Here is a post 64 M70, this one has a claw extractor. Typical of the post WW2 rifles there are no integral feedlips milled into the receiver. Instead proper feeding is primarly dependant on that stamped sheet magazine box.
This is why post WW2 rifles are less reliable in feed than the typical pre WW2 rifle, these cheap, often ill fitting, magazine boxes may or may not feed your particular cartridge well. You can bend the lips of the box, you can’t do much about the ridges, if everythings lines up properly the cartridges feeds well, if there is something out of alignment between the receiver and box, feed will not be 100% positive. This is not as positive as milled integral feed lips.
There are very good reasons firearms companies eliminated integral feedlips in the receiver: it cost too much to mill those surfaces, and people don’t shoot their rifles enough to notice!

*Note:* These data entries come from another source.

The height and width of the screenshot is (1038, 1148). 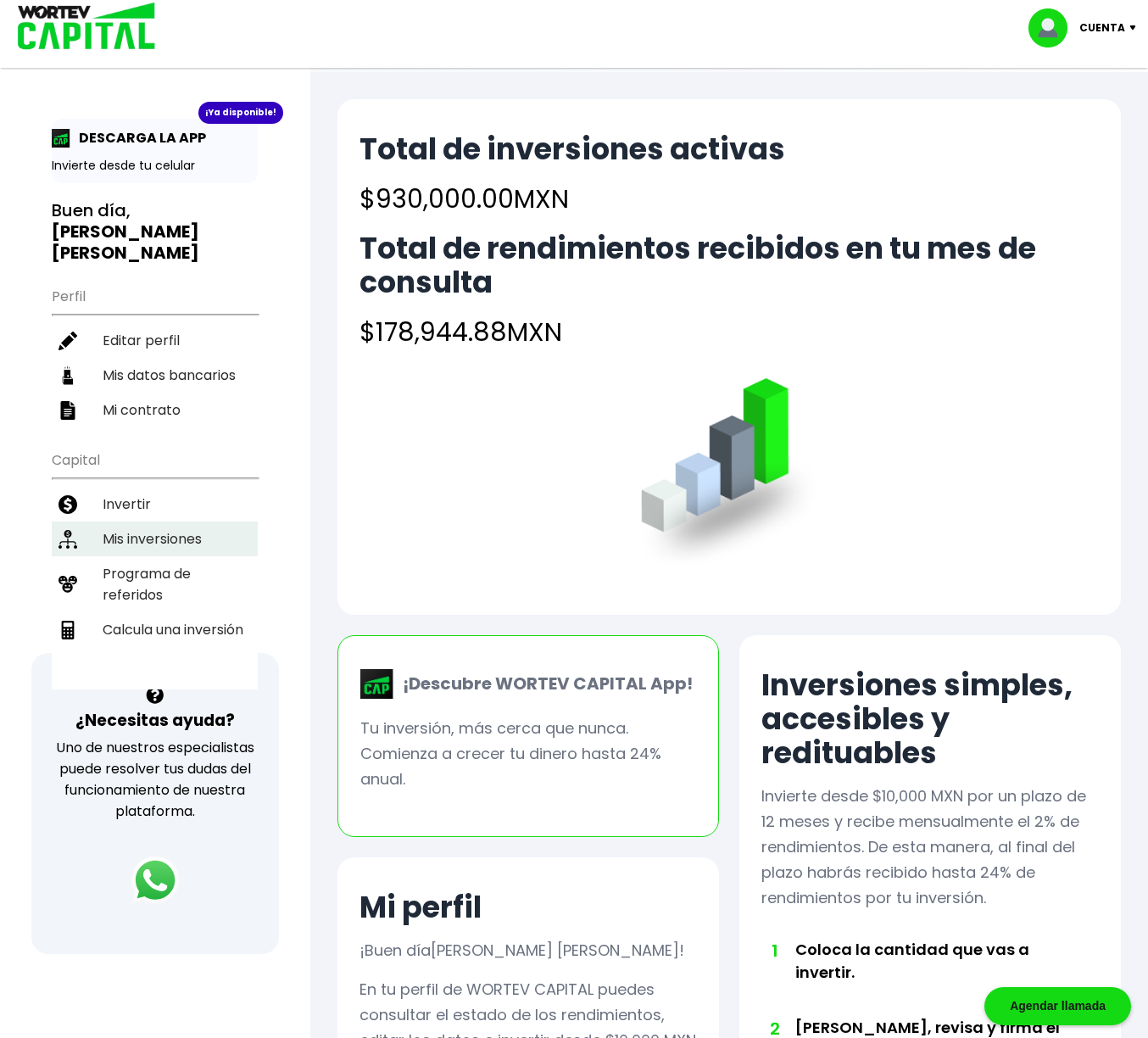 What do you see at coordinates (155, 539) in the screenshot?
I see `a: Mis inversiones` at bounding box center [155, 539].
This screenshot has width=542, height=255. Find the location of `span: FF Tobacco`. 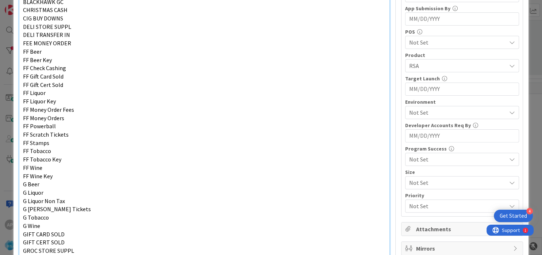

span: FF Tobacco is located at coordinates (37, 151).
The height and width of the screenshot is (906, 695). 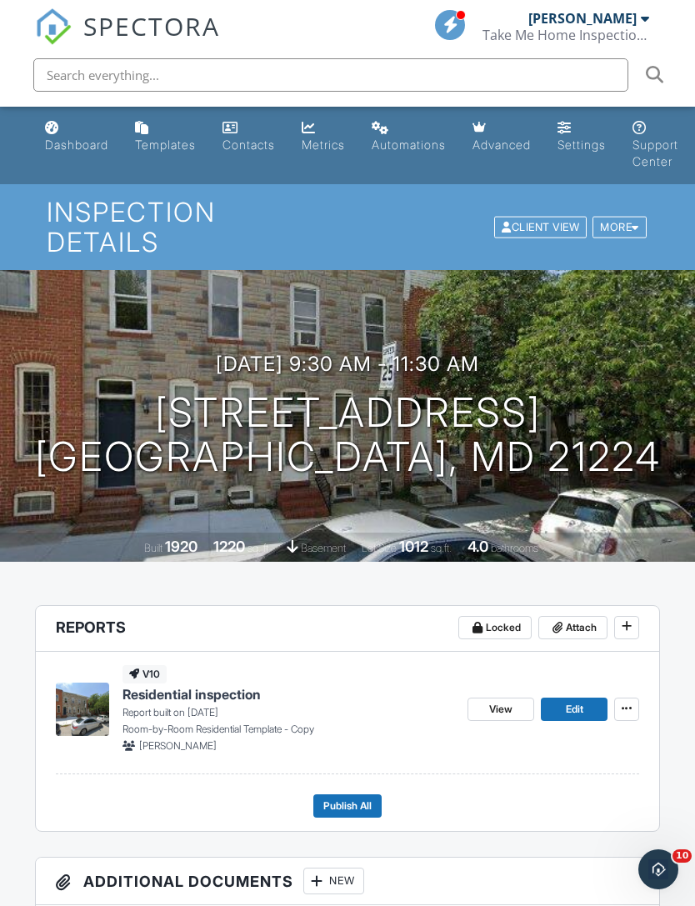 What do you see at coordinates (165, 137) in the screenshot?
I see `a: Templates` at bounding box center [165, 137].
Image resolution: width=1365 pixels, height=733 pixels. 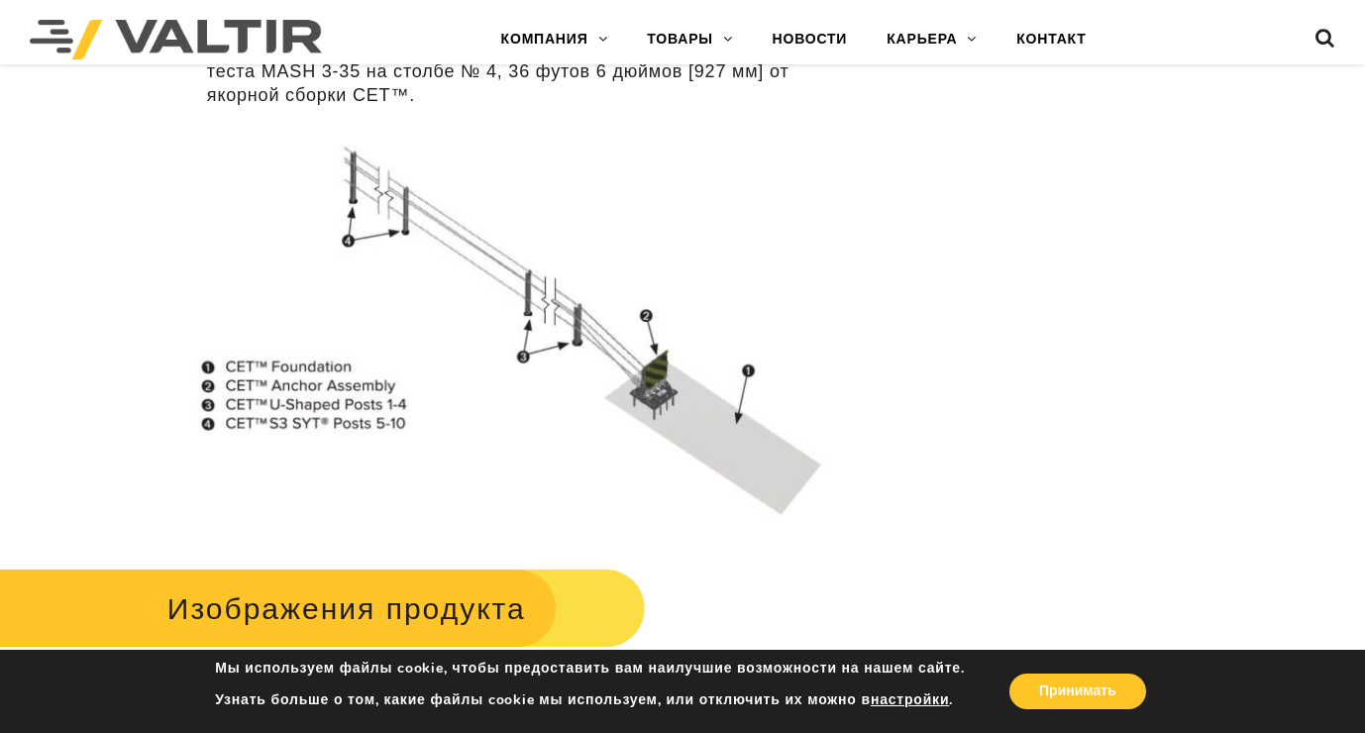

Push feed extractors are very common, when used in conjuction with properly designed rifles the feed and extraction is very reliable. This is a M14 bolt face:
The US Army spent a good deal of time making sure that the M14 feed reliably. I believe the magazine was a John Garand design, it is fairly rugged, and even though the 308 cartridge is very straight, (not the best contour for feeding) I have never had a misfeed in the 20 plus years I have been shooting a M1a. The gun is very reliable in feed and extraction.
While the AR15 is a push feed, its greatest source of unreliability is its magazine. Based on what I have read from the period, (page 65 The FAL Rifle R Blake Stevens) the Army Infantry School did not want box magazines. They wanted clips. Just like the ones in their Garands. This is typical of the Army: it likes what it has, wants something better, but only a little different. They totally reject revolutionary change. Going away from clips was a road too long for the Army. The letter on page 65 goes into all the problems of box magazines, they are heavy, they are expensive, yada, yada, yada, the Infantry School wants clips. It is my opinion that Stoner responded to the Infantry School’s desires by designing the AR15 magazines to be cheap and out of aluminum. I have read from others that the original AR15 magazines were called “disposable” to placate the infantry. I have seen period training films where the magazine in the M14 was called “semi detachable” and loading the magazine from the top with a stripper clip was being demonstrated in the film. It is a fact that the M14 has a stripper clip guide on the top of the receiver. This is there to keep the Infantry school happy, though I never met anyone who ever loaded their M14 (especially in combat) with the box magazine in place using stripper clips. I tried doing that in practice and it was not easy, it was a thumb buster in practice.
So, while the AR15 is mechanically reliable, few parts break, ever since the original issue of the rifle, the magazine has been its greatest source of unreliability. The lips on that lightweight aluminum magazine will spread in time and stovepipe jams will result.
These are pictures of a jam, during sitting rapid fire, at a Highpower match. The shooter set that magazine aside and completed the match with his “good” magazines.
AR15 jam sitting rapid fire
A good deal of the reliability of the AK47 is due to the magazines. Just take a look at the feed lips on a AK47 magazine. They are double thickness steel with machined edges. The Soviet design team understood that detachable magazines had to be rugged and they did not spare the rubles in making them reliable.